Quebec culture and citizenship course | What progress?

More than a year has passed since the announcement of the replacement of the Ethics and Religious Culture (ECR) course with a Quebec Culture and Citizenship (CCQ) course, but for now, we are still in the waiting for concrete changes for our children.


If we are to believe the information that leaked before the holidays, the new course is far from ready and some unions are even asking to postpone its implementation for another year. However, there is an urgent need to reform this antiquated, inappropriate course, which propagates stereotypes and divides students, and we expect the Minister of Education Bernard Drainville to make it a priority.

But beyond questions of time and teacher training, what about the program itself? What progress should we expect? Our analysis that follows is based on CCQ’s provisional program made public last fall.

Less religious culture… but the same orientation

Remember that ECR has raised countless criticisms since its creation, mainly because it gives a large place to religions, without critical analysis, and exerts pressure on students to identify themselves through affiliations and practices. nuns. Furthermore, ECR is at odds with the State Secularism Act (Law 21).

According to the government’s announcement, the new CCQ course will rely on critical thinking, dialogue and the promotion of a common Quebec citizenship that transcends religious affiliations. These are great goals! But what about the facts?

By consulting the provisional program, we note that the religious culture which occupied a preponderant place in ECR is no longer stated as a competency in the new course, but becomes one subject among others.
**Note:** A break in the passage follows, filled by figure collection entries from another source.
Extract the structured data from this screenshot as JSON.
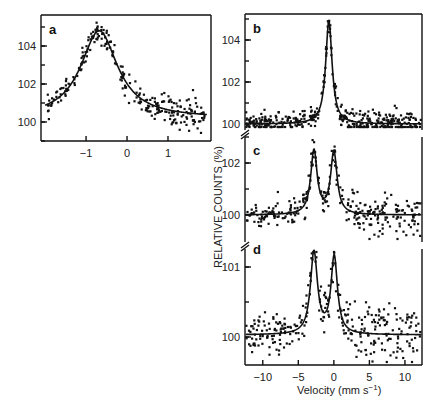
{
  "chart_data": [
    {
      "panel": "a",
      "type": "scatter",
      "title": "",
      "xlabel": "",
      "ylabel": "",
      "xlim": [
        -2.1,
        2.05
      ],
      "ylim": [
        99.0,
        105.5
      ],
      "xticks": [
        -1,
        0,
        1
      ],
      "yticks": [
        100,
        102,
        104
      ],
      "grid": false,
      "fit_model": "lorentzian",
      "baseline": 100.2,
      "peaks": [
        {
          "center": -0.68,
          "height": 4.6,
          "hwhm": 0.55
        }
      ],
      "peak_value": 104.8,
      "peak_velocity": -0.68,
      "scatter_noise": 0.45,
      "n_points": 260
    },
    {
      "panel": "b",
      "type": "scatter",
      "title": "",
      "xlabel": "",
      "ylabel": "",
      "xlim": [
        -12.5,
        12.4
      ],
      "ylim": [
        99.7,
        105.3
      ],
      "xticks": [],
      "yticks": [
        100,
        102,
        104
      ],
      "grid": false,
      "fit_model": "lorentzian",
      "baseline": 100.0,
      "peaks": [
        {
          "center": -0.7,
          "height": 4.9,
          "hwhm": 0.55
        }
      ],
      "peak_value": 104.9,
      "peak_velocity": -0.7,
      "scatter_noise": 0.25,
      "n_points": 420
    },
    {
      "panel": "c",
      "type": "scatter",
      "title": "",
      "xlabel": "",
      "ylabel": "",
      "xlim": [
        -12.5,
        12.4
      ],
      "ylim": [
        99.2,
        103.0
      ],
      "xticks": [],
      "yticks": [
        100,
        102
      ],
      "grid": false,
      "fit_model": "lorentzian",
      "baseline": 100.0,
      "peaks": [
        {
          "center": -2.8,
          "height": 2.45,
          "hwhm": 0.55
        },
        {
          "center": 0.0,
          "height": 2.4,
          "hwhm": 0.55
        }
      ],
      "peak_values": [
        102.5,
        102.45
      ],
      "peak_velocities": [
        -2.8,
        0.0
      ],
      "scatter_noise": 0.3,
      "n_points": 300
    },
    {
      "panel": "d",
      "type": "scatter",
      "title": "",
      "xlabel": "Velocity (mm s⁻¹)",
      "ylabel": "",
      "xlim": [
        -12.5,
        12.4
      ],
      "ylim": [
        99.6,
        101.35
      ],
      "xticks": [
        -10,
        -5,
        0,
        5,
        10
      ],
      "yticks": [
        100,
        101
      ],
      "grid": false,
      "fit_model": "lorentzian",
      "baseline": 100.03,
      "peaks": [
        {
          "center": -2.8,
          "height": 1.17,
          "hwhm": 0.6
        },
        {
          "center": 0.05,
          "height": 1.1,
          "hwhm": 0.55
        }
      ],
      "peak_values": [
        101.2,
        101.15
      ],
      "peak_velocities": [
        -2.8,
        0.05
      ],
      "scatter_noise": 0.17,
      "n_points": 300
    }
  ],
  "labels": {
    "panel_a": "a",
    "panel_b": "b",
    "panel_c": "c",
    "panel_d": "d",
    "y_axis_title": "RELATIVE COUNTS (%)",
    "x_axis_title": "Velocity (mm s⁻¹)",
    "x_axis_title_main": "Velocity (mm s",
    "x_axis_title_sup": "−1",
    "x_axis_title_close": ")"
  },
  "colors": {
    "ink": "#111111",
    "background": "#ffffff"
  }
}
This is indeed a major change that should make it possible to avoid, or at least reduce, the stigmatization of people through religious identities and practices.

But then ? How to gather? How to define a common Quebec citizen identity? Unfortunately, the provisional program remains very vague on these questions, which are nevertheless crucial in the context of a citizenship course.

And the elephant in the room is the almost total absence of state secularism. Apart from two or three appearances as indicative examples, secularism is conspicuous by its absence.

But then what will prevent us from continuing to promote so-called “open” secularism in the course, in other words the multiculturalist concept of managing religious diversity interpreting religious freedom as the absolute freedom to practice and even promote one’s religion? , in any place and in any circumstance? Currently, the explicit or implicit message transmitted to young people through the ECR course is that Bill 21 would be racist and Islamophobic. How will this change if we give no indication of the mode of management of living together advocated in the new course?

Freedom of expression under surveillance

Moreover, it will be recalled that the new course was announced in the fall of 2021 at a time when the censorship of literary works, the banning of the utterance of certain words and the obstacles to academic freedom – reaching their climax with the case Lieutenant-Duval at the University of Ottawa – were in full swing. Jean-François Roberge then insisted on the importance of defending freedom of expression and equipping young people to enable them to argue with respect. Very good, but concretely, how to achieve it?

Despite some warnings against censorship and indoctrination, the risks of slippage are numerous in the provisional program of the new course. How to address themes related to religious affiliations, gender identity, racism, without falling into the prevailing ideological dogmatism?

For example, in the theme “Social groups and power relations”, we can read the concepts “racism, colonialism, feminism, decolonialism, LGBTQ+ movement”, etc. What feminism will it be? What anti-racism? Which LGBTQ+ struggles? In this era marked by excesses, will we choose the vision of the most militant and radical groups of each camp?

Theories that can divide

As much as Marxism was the preponderant doctrine in the 1970s, today it is sociological theories dominated by the unscientific concept of “human race” that are in vogue. The whole history of Western civilization is thus reviewed under the prism of the domination of the “white race”, imperialism, colonialism, racism. And these new theories enjoy a status of untouchability and absolute truth. Just like with religions. This is certainly not what will make it possible to develop the critical sense of young people or to create the feeling of a common Quebec citizenship. On the contrary, it is communitarianism, division, and racism that we feed.

Rather than crystallizing beliefs, religious, “racial” or “gender” affiliations and dividing young people into as many identity groups, the role of the school is on the contrary to bring people together, to create commonality, but also to consider all young people equally, not as members of communities, but as individuals, on a universal basis.

All this arduous exercise in redesigning ECR should not have served, in the end, only to replace one dogmatism by another, one religion by another. The only way to reverse the trend is to clearly state the model of state secularism and the principles that underpin it in the curriculum of the new course.